Reputation: 28545
I am from a C background and hence this problem in Python really confounds me
Consider this
print ~(1 << 1)
This correctly prints -3
.
Consider this
print ~(1 << 0)
This flags an error like
TypeError: bad operand type for unary ~: 'long'
I checked for various other positive values of shift count and it works fine. Only a shift count of zero doesn't seem to work. All similar posts on unary operators that I found on SO dealt with other operators like +
, -
etc but not ~
I just dabble in Python every now and then, so I may be missing something silly but googling dint help much
PS: I ran this on codeskulptor which is probably using Python 2.7, I am not sure though
EDIT: This turns out to be a bug in Codeskulptor. I wrote a mail to Prof Rixner who's the main developer to take note of this bug. Thanks all.
Upvotes: 0
Views: 1355
Reputation: 69190
This is an error with CodeSkulptor's implementation.

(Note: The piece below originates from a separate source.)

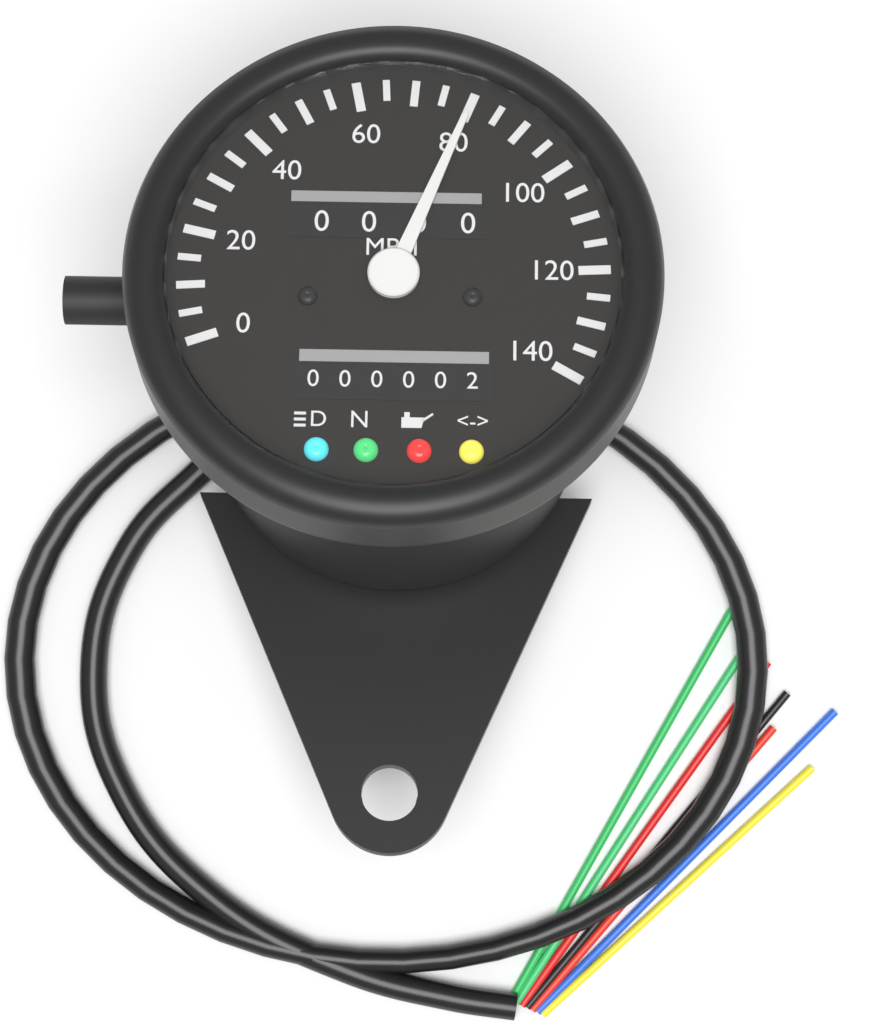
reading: 80 MPH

If you force the value back to int, it works:
print ~(int(1 << 0))
Okay, perhaps 'error' was too strong -- looking at their site they only claim to "implement a subset of Python 2".
Upvotes: 2
Reputation: 26
This works in both Python2 and Python3; to demonstrate:
$ python --version
Python 2.7.6
$ python -c 'print(~(1<<0))'
-2
$ python3 --version
Python 3.4.2
$ python3 -c 'print(~(1<<0))'
-2
Can you show a bit more of your script and explain which version (and which implementation!) of Python you're using?